What is an Artesian Spring or an Artesian well

What is an Artesian Spring or an Artesian Well?

The key to understanding an artesian well or an artesian spring is confinement. The groundwater aquifer from which artesian water is obtained must be confined.
When an aquifer is confined at sufficient pressure to cause the water surface to rise above the surface of the ground or above the normal water table in a well.
Such springs and wells are said to be functioning under artesian conditions.

Just as pipes are necessary to maintain enough water pressure to get water to the upstairs bathroom; so are confined artesian aquifers are like nature’s plumbing pipes to get water to rise above the ground surface or to spout forth from the side of a mountain.

A porous sandy-gravelly layer aquifer between two confining clay layers in the earth is one such example. The pressure of water up the valley causes water to rise above the ground surface at different points throughout the valley where breaches in one of the clay confining layers occur. The rising bubbling or spouting water at those breaches are artesian springs.

Ideally ALL springs and wells should be clean and pure with water quality fit to drink… cool and crystal clear. But water, no matter where it comes from, is only as clean as the water upstream. Any time chemicals are spilled or dumped upstream, the water quality of the aquifer at its source is defined. Downstream, the contamination is either diluted or cumulatively concentrated… but still present.

Every aquifer has a recharge zone. The Everglades and the rivers of central Florida are the recharge zones for the Florida Aquifer and the drinking water upon which millions of people in Miami and south Florida depend.

Pesticides, herbicides, oils, sewage, and water diversion can contaminate the finest of springs or destroy the most valuable of aquifers. It is our job as environmental scientists and as conscientious human beings to protect and restore ALL of our upstream AND downstream water resources.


• DIRECTIONS FOR THIS TASK
Pick out the lines below that include the string "pattern".

• TASK INPUT
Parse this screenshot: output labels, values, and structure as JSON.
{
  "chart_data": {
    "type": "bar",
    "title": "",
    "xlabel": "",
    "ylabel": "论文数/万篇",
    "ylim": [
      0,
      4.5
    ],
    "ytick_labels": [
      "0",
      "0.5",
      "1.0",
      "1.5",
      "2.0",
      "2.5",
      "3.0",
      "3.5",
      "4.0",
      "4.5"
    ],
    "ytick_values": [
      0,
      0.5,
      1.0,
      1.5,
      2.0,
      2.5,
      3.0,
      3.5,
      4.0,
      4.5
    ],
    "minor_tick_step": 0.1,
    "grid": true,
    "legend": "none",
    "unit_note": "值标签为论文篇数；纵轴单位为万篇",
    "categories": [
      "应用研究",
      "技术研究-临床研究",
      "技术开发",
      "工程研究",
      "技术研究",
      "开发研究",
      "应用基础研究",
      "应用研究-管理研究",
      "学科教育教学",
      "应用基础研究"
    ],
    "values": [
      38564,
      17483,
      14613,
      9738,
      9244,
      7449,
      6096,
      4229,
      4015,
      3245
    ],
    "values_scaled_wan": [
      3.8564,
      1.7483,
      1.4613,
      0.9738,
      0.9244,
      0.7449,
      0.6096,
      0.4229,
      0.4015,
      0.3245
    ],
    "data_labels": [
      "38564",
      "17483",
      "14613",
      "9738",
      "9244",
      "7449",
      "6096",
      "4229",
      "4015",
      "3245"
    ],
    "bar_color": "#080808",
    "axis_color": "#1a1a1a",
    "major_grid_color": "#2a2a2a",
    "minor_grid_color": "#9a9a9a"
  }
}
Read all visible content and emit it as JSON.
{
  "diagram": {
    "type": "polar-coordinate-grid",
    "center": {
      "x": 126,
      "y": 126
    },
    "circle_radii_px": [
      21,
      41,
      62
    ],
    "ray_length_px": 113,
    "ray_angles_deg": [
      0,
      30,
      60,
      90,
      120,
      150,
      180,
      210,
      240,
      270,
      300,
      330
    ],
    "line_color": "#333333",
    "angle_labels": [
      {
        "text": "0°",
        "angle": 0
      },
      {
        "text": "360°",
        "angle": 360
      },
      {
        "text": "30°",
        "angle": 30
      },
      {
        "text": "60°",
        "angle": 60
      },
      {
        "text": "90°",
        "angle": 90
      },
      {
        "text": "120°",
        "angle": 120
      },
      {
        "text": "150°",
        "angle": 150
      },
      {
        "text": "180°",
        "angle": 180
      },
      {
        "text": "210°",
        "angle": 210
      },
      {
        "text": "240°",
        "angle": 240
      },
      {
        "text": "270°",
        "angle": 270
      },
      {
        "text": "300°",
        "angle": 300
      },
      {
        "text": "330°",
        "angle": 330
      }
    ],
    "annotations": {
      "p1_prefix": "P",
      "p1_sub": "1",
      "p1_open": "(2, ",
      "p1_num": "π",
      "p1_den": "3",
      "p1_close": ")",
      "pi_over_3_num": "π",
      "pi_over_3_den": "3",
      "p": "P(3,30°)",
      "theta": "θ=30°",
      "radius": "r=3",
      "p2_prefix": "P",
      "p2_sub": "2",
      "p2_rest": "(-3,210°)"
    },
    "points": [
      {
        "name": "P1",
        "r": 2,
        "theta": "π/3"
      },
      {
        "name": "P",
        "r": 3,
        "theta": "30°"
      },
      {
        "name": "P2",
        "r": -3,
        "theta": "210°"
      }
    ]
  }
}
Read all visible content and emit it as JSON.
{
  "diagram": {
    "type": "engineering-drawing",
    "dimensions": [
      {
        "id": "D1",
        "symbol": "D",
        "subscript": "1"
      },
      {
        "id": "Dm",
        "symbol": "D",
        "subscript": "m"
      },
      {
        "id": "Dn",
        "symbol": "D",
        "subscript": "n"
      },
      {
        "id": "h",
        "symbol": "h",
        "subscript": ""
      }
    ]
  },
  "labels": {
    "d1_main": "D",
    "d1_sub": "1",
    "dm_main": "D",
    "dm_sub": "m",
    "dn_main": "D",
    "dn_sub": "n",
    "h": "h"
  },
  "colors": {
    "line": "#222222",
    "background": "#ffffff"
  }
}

* * *

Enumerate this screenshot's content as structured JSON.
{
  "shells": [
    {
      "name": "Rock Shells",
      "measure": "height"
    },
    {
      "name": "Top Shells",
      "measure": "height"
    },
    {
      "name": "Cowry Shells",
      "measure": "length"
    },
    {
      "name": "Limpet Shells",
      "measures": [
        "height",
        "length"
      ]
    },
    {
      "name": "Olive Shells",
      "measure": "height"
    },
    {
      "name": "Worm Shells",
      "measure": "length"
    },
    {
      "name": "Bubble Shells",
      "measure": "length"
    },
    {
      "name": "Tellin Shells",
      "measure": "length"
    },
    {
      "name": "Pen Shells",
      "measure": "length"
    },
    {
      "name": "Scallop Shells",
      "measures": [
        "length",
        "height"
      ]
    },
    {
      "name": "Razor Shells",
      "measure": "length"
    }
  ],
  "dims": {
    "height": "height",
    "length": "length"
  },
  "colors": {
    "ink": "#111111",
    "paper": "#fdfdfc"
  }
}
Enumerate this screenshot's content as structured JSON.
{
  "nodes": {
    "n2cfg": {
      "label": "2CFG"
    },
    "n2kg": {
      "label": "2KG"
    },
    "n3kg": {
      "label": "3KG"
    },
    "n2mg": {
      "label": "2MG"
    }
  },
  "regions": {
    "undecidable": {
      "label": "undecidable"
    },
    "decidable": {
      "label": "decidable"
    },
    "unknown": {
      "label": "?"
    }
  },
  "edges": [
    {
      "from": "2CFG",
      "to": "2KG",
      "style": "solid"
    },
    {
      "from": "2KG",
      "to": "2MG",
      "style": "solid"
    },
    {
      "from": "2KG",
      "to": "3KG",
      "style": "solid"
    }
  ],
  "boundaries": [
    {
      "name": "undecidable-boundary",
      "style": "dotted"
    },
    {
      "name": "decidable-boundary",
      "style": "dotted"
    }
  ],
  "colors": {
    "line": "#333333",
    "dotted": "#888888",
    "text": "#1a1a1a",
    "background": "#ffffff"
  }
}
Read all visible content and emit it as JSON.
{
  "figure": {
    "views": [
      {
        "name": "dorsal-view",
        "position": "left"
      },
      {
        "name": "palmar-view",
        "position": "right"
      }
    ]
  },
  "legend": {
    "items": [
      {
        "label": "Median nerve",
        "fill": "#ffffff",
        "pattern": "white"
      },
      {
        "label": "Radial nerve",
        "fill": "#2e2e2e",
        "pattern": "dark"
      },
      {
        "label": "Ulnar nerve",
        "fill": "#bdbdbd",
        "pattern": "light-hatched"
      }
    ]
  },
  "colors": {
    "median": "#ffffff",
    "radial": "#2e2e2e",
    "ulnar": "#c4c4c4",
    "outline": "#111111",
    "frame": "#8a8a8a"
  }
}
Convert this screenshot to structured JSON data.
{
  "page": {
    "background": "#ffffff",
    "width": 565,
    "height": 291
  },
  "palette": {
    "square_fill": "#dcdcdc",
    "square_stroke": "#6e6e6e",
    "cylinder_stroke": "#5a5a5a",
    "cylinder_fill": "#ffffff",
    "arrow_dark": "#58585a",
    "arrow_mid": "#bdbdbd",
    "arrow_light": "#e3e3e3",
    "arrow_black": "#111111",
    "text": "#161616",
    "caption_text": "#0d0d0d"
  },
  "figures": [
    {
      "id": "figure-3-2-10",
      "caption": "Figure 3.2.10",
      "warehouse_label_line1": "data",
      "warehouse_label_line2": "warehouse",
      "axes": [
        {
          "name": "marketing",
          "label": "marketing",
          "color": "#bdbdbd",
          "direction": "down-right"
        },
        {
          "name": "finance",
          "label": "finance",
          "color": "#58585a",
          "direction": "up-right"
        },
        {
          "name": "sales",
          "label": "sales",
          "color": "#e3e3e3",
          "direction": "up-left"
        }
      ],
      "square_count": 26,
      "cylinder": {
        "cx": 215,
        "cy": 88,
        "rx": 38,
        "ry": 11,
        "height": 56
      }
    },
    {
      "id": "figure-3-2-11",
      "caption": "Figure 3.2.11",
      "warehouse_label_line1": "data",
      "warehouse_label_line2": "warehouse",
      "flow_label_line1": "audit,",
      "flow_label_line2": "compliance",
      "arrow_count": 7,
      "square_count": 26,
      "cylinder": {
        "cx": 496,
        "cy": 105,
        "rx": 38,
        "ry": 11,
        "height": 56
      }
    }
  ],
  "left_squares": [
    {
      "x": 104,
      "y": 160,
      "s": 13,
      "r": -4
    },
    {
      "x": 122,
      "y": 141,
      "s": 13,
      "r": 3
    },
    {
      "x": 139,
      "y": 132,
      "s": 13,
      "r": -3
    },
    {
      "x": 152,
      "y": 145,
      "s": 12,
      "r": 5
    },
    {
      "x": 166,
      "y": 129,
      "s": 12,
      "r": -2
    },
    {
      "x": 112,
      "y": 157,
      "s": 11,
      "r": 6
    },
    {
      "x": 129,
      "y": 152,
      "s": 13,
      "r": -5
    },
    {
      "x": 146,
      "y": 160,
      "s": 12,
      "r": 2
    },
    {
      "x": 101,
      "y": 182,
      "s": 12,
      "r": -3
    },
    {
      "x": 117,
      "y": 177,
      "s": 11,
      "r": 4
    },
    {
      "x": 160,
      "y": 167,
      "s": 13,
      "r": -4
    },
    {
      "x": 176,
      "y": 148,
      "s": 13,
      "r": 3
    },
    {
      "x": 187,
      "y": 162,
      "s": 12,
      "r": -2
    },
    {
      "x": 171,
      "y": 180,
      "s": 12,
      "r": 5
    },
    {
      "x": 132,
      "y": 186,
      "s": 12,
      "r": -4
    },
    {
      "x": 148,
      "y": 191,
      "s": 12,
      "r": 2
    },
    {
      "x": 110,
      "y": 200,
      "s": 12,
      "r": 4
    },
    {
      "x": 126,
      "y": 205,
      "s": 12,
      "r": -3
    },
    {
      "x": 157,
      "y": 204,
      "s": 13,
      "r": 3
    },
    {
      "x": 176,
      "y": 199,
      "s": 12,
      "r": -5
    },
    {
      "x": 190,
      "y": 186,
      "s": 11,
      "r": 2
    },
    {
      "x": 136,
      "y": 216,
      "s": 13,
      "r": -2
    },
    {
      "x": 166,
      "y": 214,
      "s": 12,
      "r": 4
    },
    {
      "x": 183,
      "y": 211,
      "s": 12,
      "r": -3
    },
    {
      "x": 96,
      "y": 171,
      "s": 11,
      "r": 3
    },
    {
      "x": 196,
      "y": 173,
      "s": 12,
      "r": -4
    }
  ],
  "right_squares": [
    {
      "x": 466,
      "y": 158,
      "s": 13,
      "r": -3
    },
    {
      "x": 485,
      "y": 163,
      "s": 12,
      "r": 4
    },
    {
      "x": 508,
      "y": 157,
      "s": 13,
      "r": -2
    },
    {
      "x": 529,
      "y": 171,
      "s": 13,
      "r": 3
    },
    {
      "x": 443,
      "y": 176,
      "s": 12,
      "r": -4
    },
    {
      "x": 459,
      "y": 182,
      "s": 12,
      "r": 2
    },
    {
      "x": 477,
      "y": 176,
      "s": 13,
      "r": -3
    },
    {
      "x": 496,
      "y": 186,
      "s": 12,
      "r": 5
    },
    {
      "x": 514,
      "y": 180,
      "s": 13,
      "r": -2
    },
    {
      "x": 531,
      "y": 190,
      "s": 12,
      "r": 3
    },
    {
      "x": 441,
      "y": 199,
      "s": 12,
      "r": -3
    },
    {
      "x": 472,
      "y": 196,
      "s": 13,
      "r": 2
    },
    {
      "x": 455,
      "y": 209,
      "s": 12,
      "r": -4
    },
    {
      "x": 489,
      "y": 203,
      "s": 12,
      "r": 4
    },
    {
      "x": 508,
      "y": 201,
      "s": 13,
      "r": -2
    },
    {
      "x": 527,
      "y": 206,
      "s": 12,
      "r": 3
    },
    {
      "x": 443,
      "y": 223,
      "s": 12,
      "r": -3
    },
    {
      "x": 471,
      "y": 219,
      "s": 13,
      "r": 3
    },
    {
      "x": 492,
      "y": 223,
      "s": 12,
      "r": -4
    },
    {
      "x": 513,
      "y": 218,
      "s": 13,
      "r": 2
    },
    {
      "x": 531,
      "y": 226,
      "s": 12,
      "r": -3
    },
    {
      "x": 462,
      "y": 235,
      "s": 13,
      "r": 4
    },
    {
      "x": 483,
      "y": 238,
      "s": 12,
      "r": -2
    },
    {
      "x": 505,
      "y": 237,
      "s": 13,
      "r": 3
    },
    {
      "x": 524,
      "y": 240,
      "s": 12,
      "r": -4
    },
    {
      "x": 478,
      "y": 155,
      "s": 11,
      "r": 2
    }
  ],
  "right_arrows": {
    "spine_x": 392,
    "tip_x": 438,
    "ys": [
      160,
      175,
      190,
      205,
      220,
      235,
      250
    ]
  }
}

• EXERCISE RESPONSE
        "pattern": "white"
        "pattern": "dark"
        "pattern": "light-hatched"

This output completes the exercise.